Glowing more faintly now, he led her off the path and over an enormous pile of jagged, tumbled rocks. She followed him into a narrow crevice with sheer stone walls so close together it was as if someone had sliced open a cliff but forgotten to push the two halves apart.
That was when she heard it: the faint, sweet music of running water. Her womb responded convulsively, startling her.
She entered a tiny clearing, covered in ash, which ended in a cliff face concealed by the crevice she had just come through.
The Beckoner floated over to a low, shadowed hole in this hidden wall, then disappeared, as if melting into the rock. Mirabar hesitated, then followed him by going through the hole in the rockface.
She entered a cave. A tunnel, really. Probably carved by old lava flows from Mount Darshon.
Mirabar stumbled on the uneven floor, unable to see anything in here except the Beckoner himself. She grew nervous as he drew her deeper and deeper into the oppressively dark, dank tunnel.
"This isn't safe," she said, thinking of the earthquakes. But he ignored her, and the distant sound of running water lured her onward, a temptation she couldn't resist, a necessity which was close to breaking her.
The tunnel split and divided into several other tunnels, which also split and divided. Mirabar blew torchlight into life at the entrance to every tunnel the Beckoner chose, knowing she'd never find her way back out without them if he, as was his custom, suddenly abandoned her.
Finally, when she was disoriented but fairly sure she was far inside the belly of a mountain, the faint and alluring trickle she'd been hearing turned into the promising babble of a stream flowing over rocks. Even as she heard it, the powerful life inside her womb reacted violently.
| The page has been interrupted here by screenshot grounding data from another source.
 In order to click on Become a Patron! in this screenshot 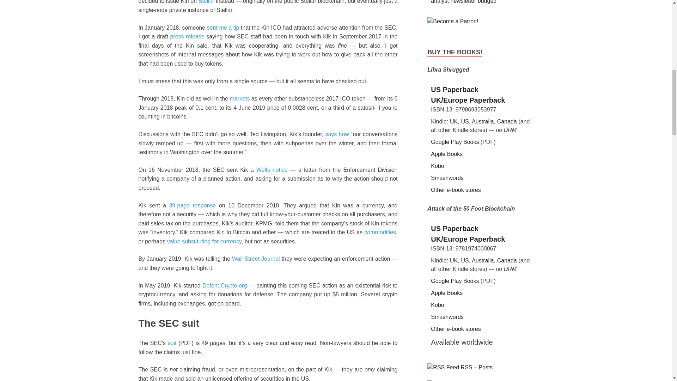, I will do `click(453, 21)`.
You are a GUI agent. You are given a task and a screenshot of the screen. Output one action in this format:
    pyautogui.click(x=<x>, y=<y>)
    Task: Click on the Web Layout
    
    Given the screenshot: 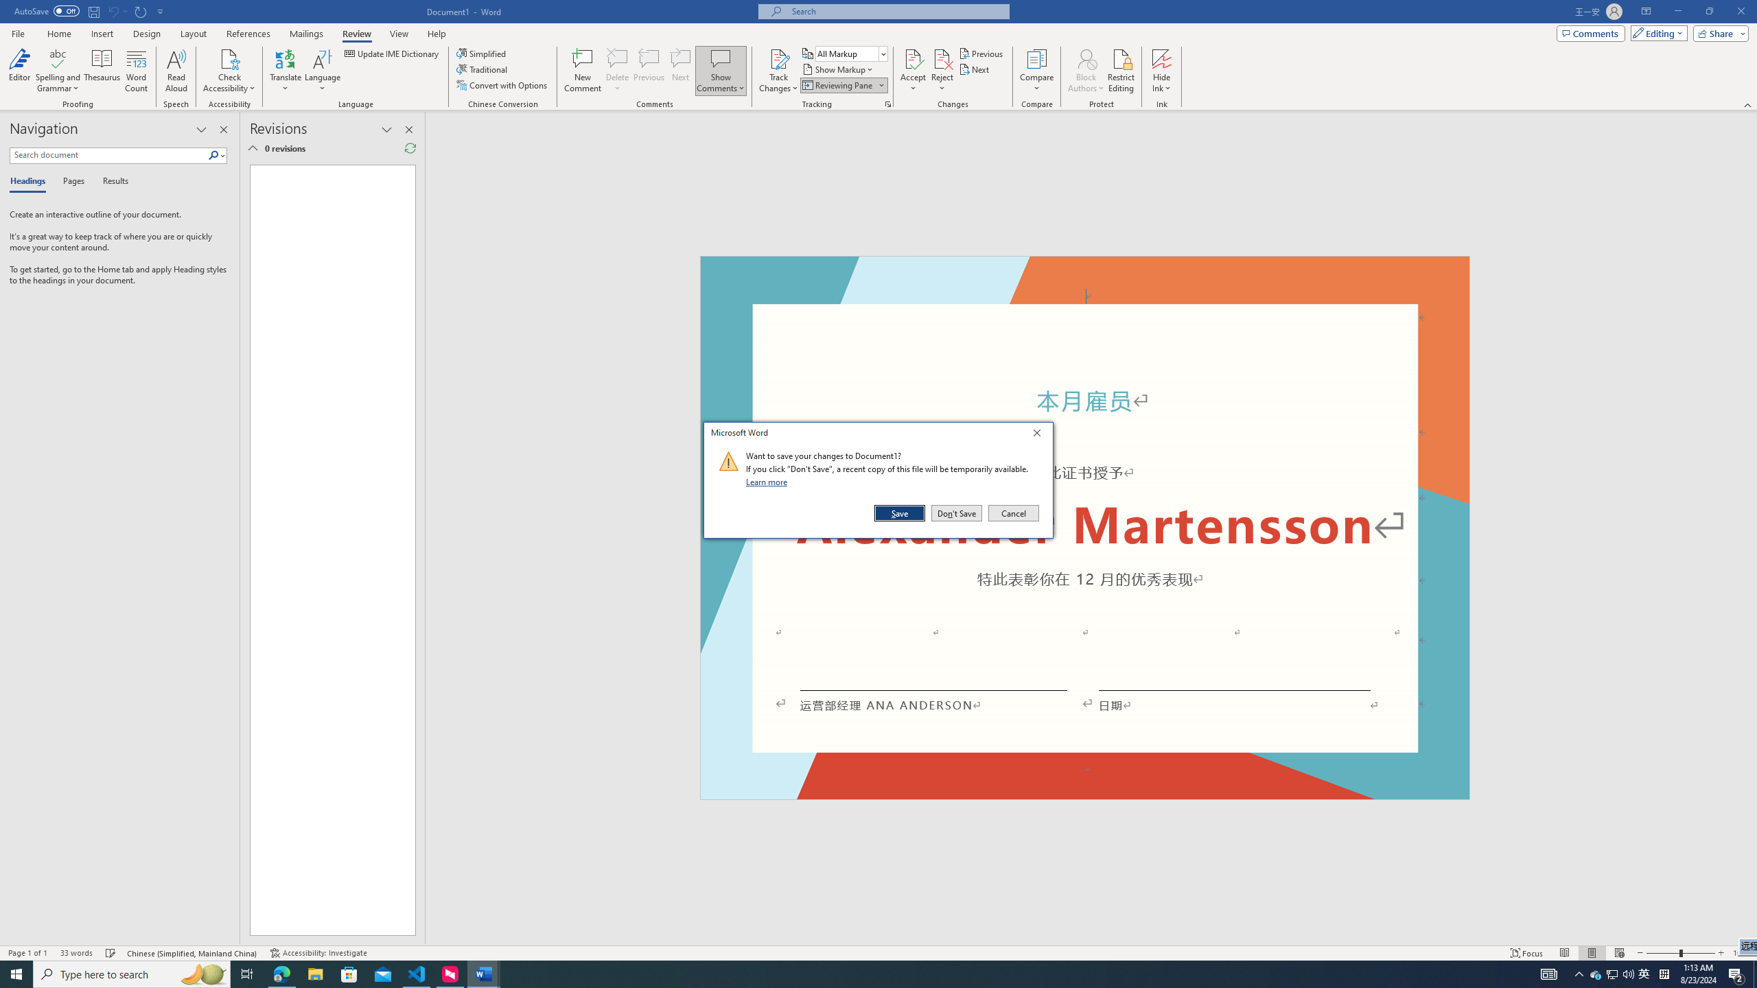 What is the action you would take?
    pyautogui.click(x=1596, y=974)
Something was wrong. This wasn't a craving for water she felt coming from her unborn child... This was something else.
Mirabar paused, unnerved.
Then the Beckoner proceeded down the next twisting lava-carved tunnel and left her alone in the dark. Mirabar decided that staying here felt no safer than going forward would, so she followed him.
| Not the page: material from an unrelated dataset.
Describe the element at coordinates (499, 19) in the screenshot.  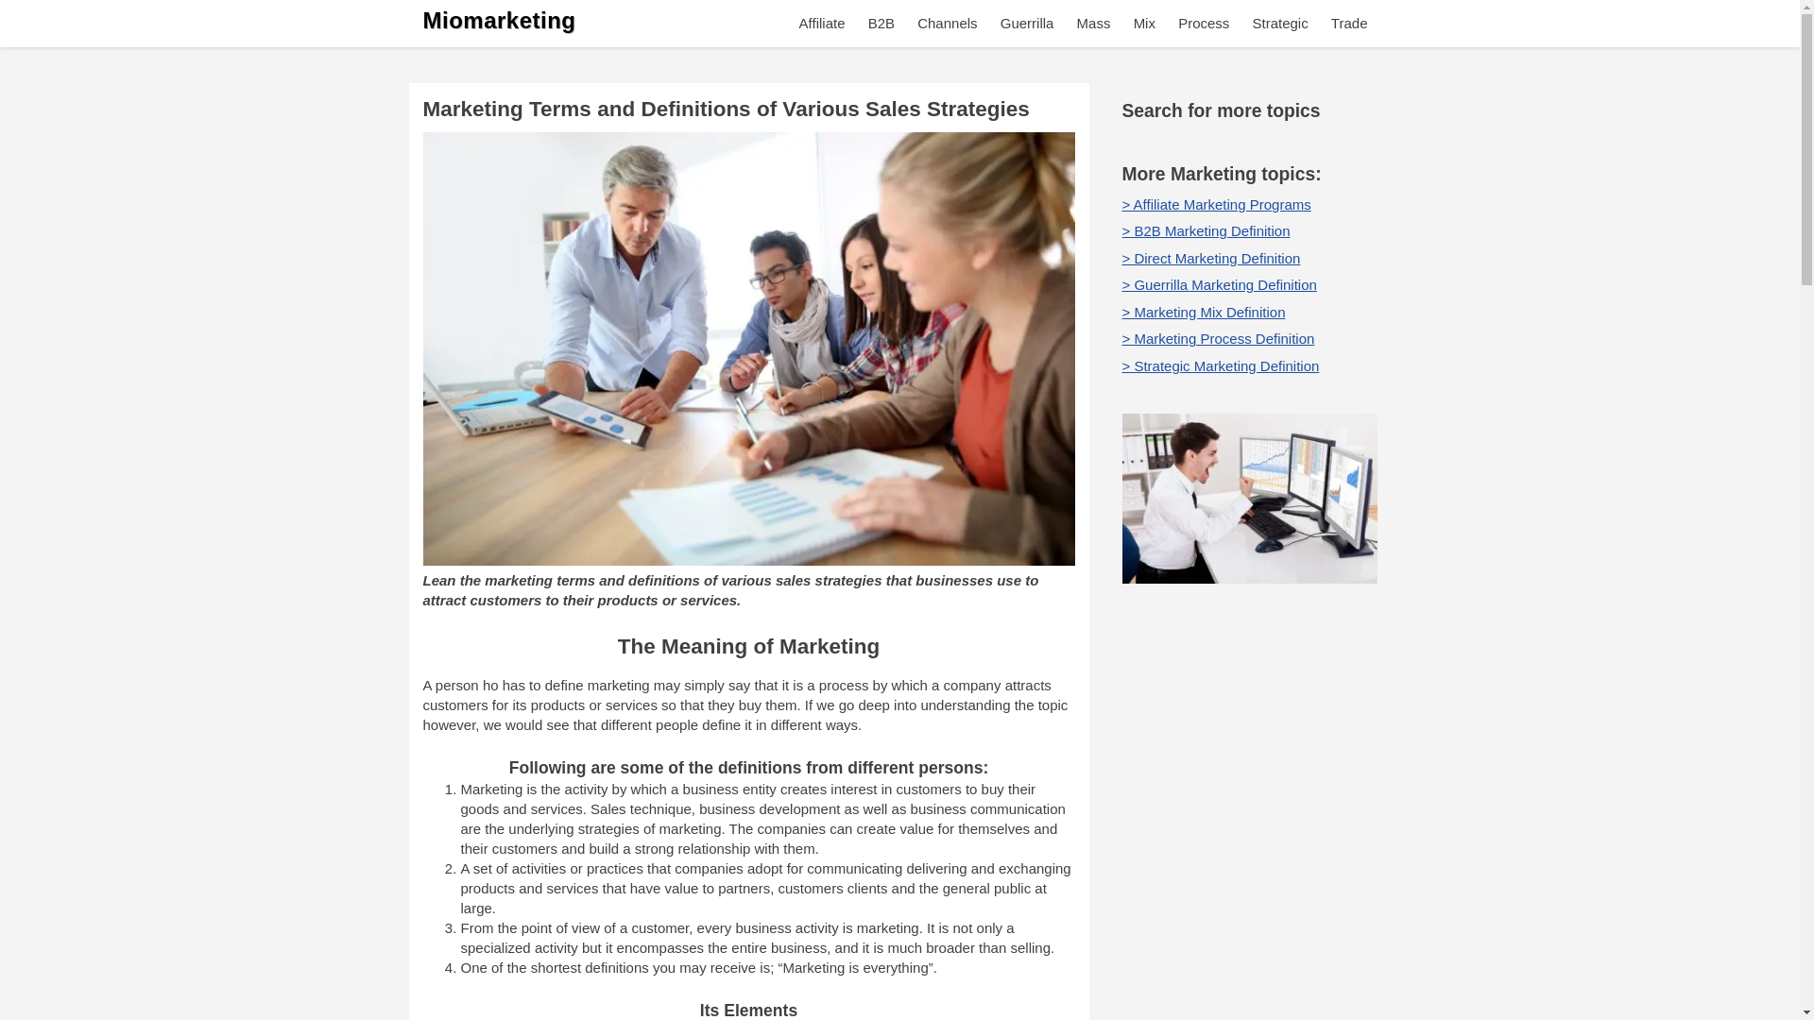
I see `Miomarketing` at that location.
As soon as she entered the chamber into which he led her, Mirabar caught her breath and felt her heart start to pound with stunned recognition.
A child of fire...
It was a dark place full of light, a bright place shadowed by darkness. A vast cavern, heavy yet airy, immense yet encroaching.
"It could almost be... a big prison," she whispered, dazed as she looked around her.
A child of water...
Fire and water were all around her. The churning lava of the volcano dripped into water which flowed through a cavern lit by unfamiliar glowing shapes. Angry hissing filled the air wherever fire and water met, and steam rose to obscure Mirabar's vision.